Equally, I used to say “I don’t need to believe in God, I experience God”. I may not be able to describe that experience adequately; as the week we spent looking at mystics indicates, it is perhaps impossible to do that, but nonetheless the experience is real. I experience God for some value of God unspecified, therefore. I’ve never found a way to make others experience God, however – I can’t have a mystical experience for you, you have it happen for you and in you. What I have found is that analysing what is going on is the best way to stop such an experience happening, however, so our concepts can only really get in the way. Should we therefore deconstruct those concepts in the hope that we will then be able to have a peak experience?

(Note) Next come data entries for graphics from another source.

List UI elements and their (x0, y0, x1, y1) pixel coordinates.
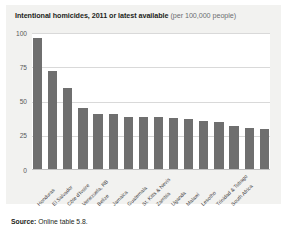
y-tick-label: 50 (0, 98, 27, 105)
plot-area (32, 33, 270, 170)
chart-title-main: Intentional homicides, 2011 or latest av… (15, 11, 168, 20)
x-tick-label: Lesotho (200, 190, 217, 207)
bar (184, 119, 193, 170)
x-axis-line (32, 169, 270, 170)
bar (33, 38, 42, 170)
bar (109, 114, 118, 170)
bar (199, 121, 208, 170)
bar (229, 126, 238, 170)
source-label: Source: (11, 218, 36, 225)
bar (93, 114, 102, 170)
y-tick-label: 100 (0, 30, 27, 37)
y-tick-label: 25 (0, 132, 27, 139)
x-axis-labels: HondurasEl SalvadorCôte d'IvoireVenezuel… (32, 171, 270, 207)
bar (63, 88, 72, 170)
source-note: Source: Online table 5.8. (11, 218, 88, 225)
y-tick-label: 75 (0, 64, 27, 71)
bar (78, 108, 87, 170)
bar (260, 129, 269, 170)
bar (139, 117, 148, 170)
x-tick-label: Jamaica (111, 189, 129, 207)
bar (214, 122, 223, 170)
chart-title-unit: (per 100,000 people) (170, 11, 236, 20)
chart-figure: Intentional homicides, 2011 or latest av… (0, 0, 287, 235)
chart-title: Intentional homicides, 2011 or latest av… (15, 11, 277, 20)
y-axis-labels: 0255075100 (0, 33, 27, 170)
bar (154, 117, 163, 170)
bar (245, 128, 254, 170)
bar-series (32, 33, 270, 170)
bar (124, 117, 133, 170)
y-tick-label: 0 (0, 167, 27, 174)
x-tick-label: Belize (96, 193, 110, 207)
x-tick-label: Uganda (170, 190, 187, 207)
bar (169, 118, 178, 170)
source-value: Online table 5.8. (38, 218, 88, 225)
bar (48, 71, 57, 170)
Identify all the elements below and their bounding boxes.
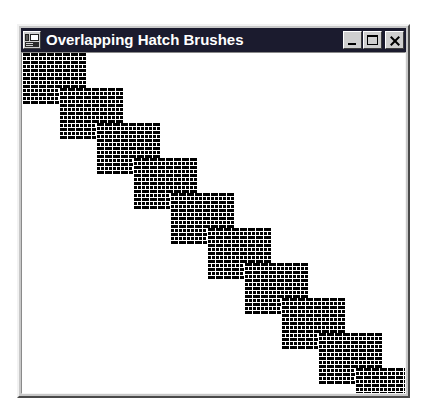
application-window: Overlapping Hatch Brushes	[17, 24, 410, 398]
window-inner: Overlapping Hatch Brushes	[21, 28, 406, 394]
maximize-button[interactable]	[363, 31, 382, 49]
screen: Overlapping Hatch Brushes	[0, 0, 427, 410]
title-bar[interactable]: Overlapping Hatch Brushes	[21, 28, 406, 52]
icon-screen	[30, 34, 39, 41]
icon-base	[25, 42, 39, 47]
minimize-icon	[348, 43, 356, 45]
minimize-button[interactable]	[343, 31, 362, 49]
client-area	[21, 52, 406, 394]
maximize-icon	[367, 35, 378, 45]
icon-panel-left	[25, 34, 29, 41]
close-button[interactable]	[385, 31, 404, 49]
window-title: Overlapping Hatch Brushes	[45, 28, 342, 52]
hatch-block	[355, 368, 406, 394]
application-window-icon[interactable]	[23, 31, 41, 49]
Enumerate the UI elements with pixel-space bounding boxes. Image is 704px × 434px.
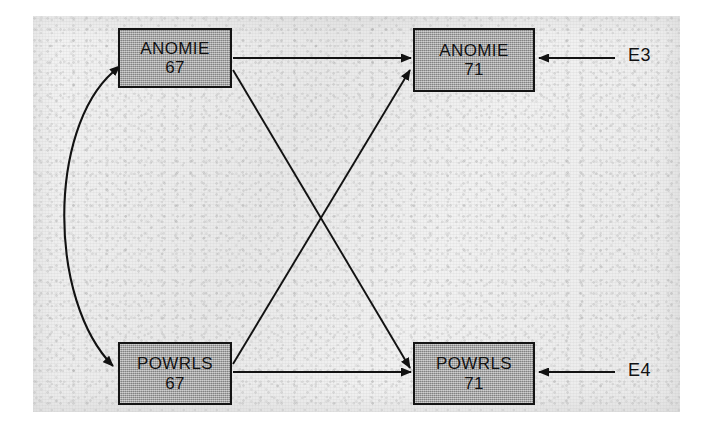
node-powrls-67-year: 67 [165,374,185,393]
residual-label-e3: E3 [628,45,651,66]
residual-label-e4: E4 [628,360,651,381]
node-powrls-67[interactable]: POWRLS 67 [118,342,232,405]
node-anomie-71-year: 71 [464,60,484,79]
node-anomie-71[interactable]: ANOMIE 71 [413,28,535,92]
node-powrls-71-label: POWRLS [436,354,512,373]
node-powrls-71-year: 71 [464,374,484,393]
edge-layer [0,0,704,434]
node-anomie-71-label: ANOMIE [439,41,508,60]
node-powrls-67-label: POWRLS [137,354,213,373]
edge-anomie67-powrls67-correlation [64,72,113,366]
node-powrls-71[interactable]: POWRLS 71 [413,342,535,405]
node-anomie-67-year: 67 [165,58,185,77]
node-anomie-67-label: ANOMIE [140,39,209,58]
node-anomie-67[interactable]: ANOMIE 67 [118,28,232,88]
diagram-canvas: ANOMIE 67 ANOMIE 71 POWRLS 67 POWRLS 71 … [0,0,704,434]
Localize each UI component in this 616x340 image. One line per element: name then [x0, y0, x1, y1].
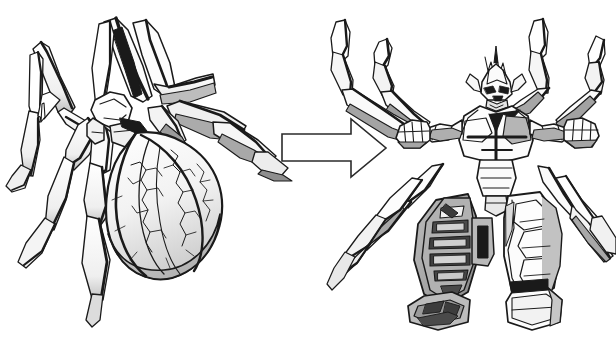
spider-abdomen [106, 132, 222, 279]
spider-figure [6, 18, 292, 327]
robot-leg-left-shield [408, 194, 494, 330]
concept-art-canvas: Spider Mech Transformation Concept Sheet… [0, 0, 616, 340]
robot-spiderleg-lower-right-outer [556, 176, 616, 254]
spider-mode-illustration [0, 0, 616, 340]
robot-spiderleg-lower-left-outer [327, 178, 422, 290]
robot-figure [327, 19, 616, 330]
robot-spiderleg-upper-right-inner [505, 19, 549, 120]
robot-spiderleg-upper-right-outer [556, 36, 605, 129]
transformation-arrow [282, 119, 386, 177]
robot-leg-right-plated [504, 192, 562, 330]
robot-head [466, 46, 526, 111]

What of those who are left with nothing to cling to, with no consciousness of the presence of God? The closing benediction from Pádraig Ó Tuama ends with “And so, friends, the task has ended. Go in pieces to see and feel your world”. Have some people been left “in pieces” but still unable to see and feel their world – or God, inasmuch as God is not already implicit in “their world”?
I hope and pray that they haven’t. “Pray?” you say – “what to?” I don’t know, to some value of God, I suppose. I doubt it can have any real effect, as the values of God which I can conceive and which might make that possible seem improbable to me. But I hope I’m wrong… and tomorrow morning, at silly o’clock, I will be affirming “Christ is risen”. For some value of “Christ” For some value of “risen”. May that be true for those now feeling cut adrift as well.